That meeting with Davatzes convinced Hibbard to enroll in Temple’s master’s program in geological sciences.

“Her work was not ice-related, but I reached out to her because she had worked on HiRISE, a high-resolution camera on one of Mars’ satellites,” Hibbard said. “We met on Skype, and we really hit it off.” 

At Temple, Hibbard primarily examined the geochemistry of Precambrian rocks that reveal important clues about impact cratering processes, a fundamental theme in planetary geology. “We studied Precambrian rocks that were 3.24 billion years old, which at that point Earth was at a very early age of just over 1 billion years old,” Hibbard explained. “The conditions back then were very different than today so it felt like I was studying a whole other planet.”

All the while, she independently studied ice on Earth and Mars at every opportunity, using any class projects she could to further her knowledge.

She looks back at her time as a graduate student at Temple, where she conducted her own research and worked as a teaching assistant, as an extremely rigorous but productive period.

“Temple prepared me to be a scientist,” said Hibbard. “Because it’s a smaller program, you really get to know all of the professors and students and see what everyone is doing up close.”

The summer after her first year, Hibbard traveled to South Africa with Davatzes to conduct field work on the Precambrian rocks found in the Barberton Greenstone Belt and collect samples from the remnants of a 3.24 billion year-old meteorite impact event. 

Interstellar opportunity

Hibbard finished her program in two years, but subsequently was offered a prestigious internship at the Jet Propulsion Laboratory (JPL) at NASA. In order to take advantage of the opportunity she had to be considered a current student: Davatzes paid her tuition to ensure Hibbard could stay on at Temple for an additional semester and participate in the NASA program.

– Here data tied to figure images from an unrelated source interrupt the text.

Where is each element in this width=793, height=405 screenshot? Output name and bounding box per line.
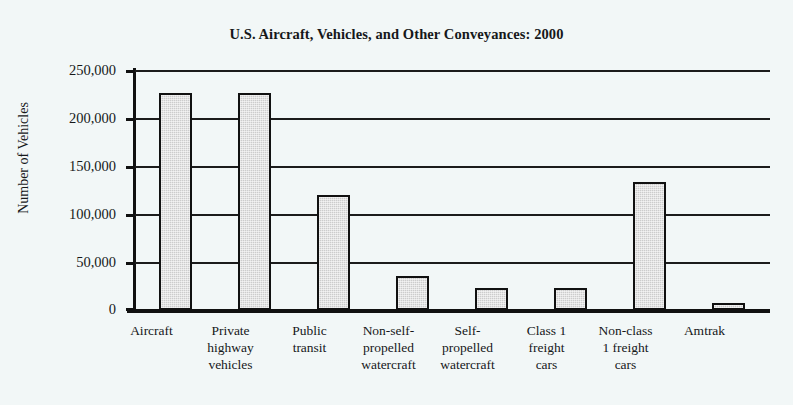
- y-axis-line: [133, 68, 136, 312]
- bar-public-transit[interactable]: [317, 195, 350, 310]
- category-label-line: Amtrak: [658, 322, 751, 339]
- category-label-line: 1 freight: [579, 339, 672, 356]
- bar-non-class-1-freight-cars[interactable]: [633, 182, 666, 310]
- bar-amtrak[interactable]: [712, 303, 745, 310]
- y-tick-mark: [126, 308, 135, 311]
- bar-aircraft[interactable]: [159, 93, 192, 310]
- y-tick-label: 0: [20, 301, 116, 318]
- bar-non-self-propelled-watercraft[interactable]: [396, 276, 429, 310]
- bar-chart-figure: U.S. Aircraft, Vehicles, and Other Conve…: [0, 0, 793, 405]
- x-axis-baseline: [127, 309, 770, 313]
- y-tick-label: 50,000: [20, 254, 116, 271]
- gridline-50000: [135, 262, 770, 264]
- y-tick-label: 150,000: [20, 158, 116, 175]
- y-tick-label: 100,000: [20, 206, 116, 223]
- bar-self-propelled-watercraft[interactable]: [475, 288, 508, 310]
- category-label-line: vehicles: [184, 356, 277, 373]
- gridline-150000: [135, 166, 770, 168]
- category-label-amtrak: Amtrak: [658, 322, 751, 339]
- gridline-250000: [135, 70, 770, 72]
- y-tick-label: 250,000: [20, 62, 116, 79]
- y-tick-mark: [126, 70, 135, 73]
- y-tick-mark: [126, 166, 135, 169]
- chart-title: U.S. Aircraft, Vehicles, and Other Conve…: [0, 26, 793, 43]
- y-tick-mark: [126, 262, 135, 265]
- gridline-200000: [135, 118, 770, 120]
- plot-area: [135, 70, 770, 310]
- y-tick-label: 200,000: [20, 110, 116, 127]
- gridline-100000: [135, 214, 770, 216]
- y-tick-mark: [126, 118, 135, 121]
- bar-class-1-freight-cars[interactable]: [554, 288, 587, 310]
- category-label-line: cars: [579, 356, 672, 373]
- y-tick-mark: [126, 214, 135, 217]
- bar-private-highway-vehicles[interactable]: [238, 93, 271, 310]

That generous support ended up dictating the trajectory of Hibbard’s future.

“A support system is so key in academia,” said Hibbard. “Having people rooting for you will lift you up and propel you forward. Alix Davatzes certainly did that for me.” 

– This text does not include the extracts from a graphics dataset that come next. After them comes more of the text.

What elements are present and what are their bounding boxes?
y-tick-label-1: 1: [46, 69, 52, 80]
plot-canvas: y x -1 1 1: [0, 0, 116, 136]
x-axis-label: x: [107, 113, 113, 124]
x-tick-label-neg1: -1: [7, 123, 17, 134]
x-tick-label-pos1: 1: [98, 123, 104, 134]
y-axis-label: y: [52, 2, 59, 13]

At JPL, Hibbard worked with Matthew Golombek, known for his work on Mars landing sites. “It just so happens that he put me on an ice-related project, characterizing potential sites for the Red Dragon mission that SpaceX was going to have,” she explained.

Shannon at a Glance

Just the facts

College: College of Science and Technology
Degree: MS, geology, 2017
Industry: Planetary science
Hometown: Orlando, Florida

Universal interests
  • Shannon was inspired early on by her geologist grandfather who instilled in her a love of the subject.
  • Shannon appeared on numerous media outlets, including CBC News, to discuss her research on newly discovered glaciers on Mars and their implications for possible human settlement on the planet.

The final frontier

The SpaceX mission never came to fruition, but it laid the foundation for Hibbard’s PhD work in planetary geology at University of Western Ontario using the Canadian High Arctic as an analogue for Mars. In 2021, she successfully defended her dissertation and moved to Pasadena, California, to return to JPL as a NASA Postdoctoral Program Fellow working again with Golombek. She continues to build on her PhD research, studying buried ice and frozen ground landforms that are prevalent on both Earth and Mars, looking for statistically significant relationships between the surface and subsurface that can give scientists insight as to where and how shallow the ice on Mars might be.

Her biggest career highlight to date came when this past year she was selected to be a part of a measurement definition team for a new preliminary international Mars satellite mission, the International Mars Ice Mapper, a joint collaboration between NASA, the Canadian Space Agency, the Japan Aerospace Exploration Agency and the Italian Space Agency.

“The fact that I was selected is very exciting, and I feel very proud and honored to be a part of the team. Back before I went to Temple, I knew I wanted to work on ice and frozen ground processes on Earth and Mars and to one day work at JPL,” she said. “Seeing it become a reality and being able to use this knowledge to help find human landing sites on Mars is truly out of this world.”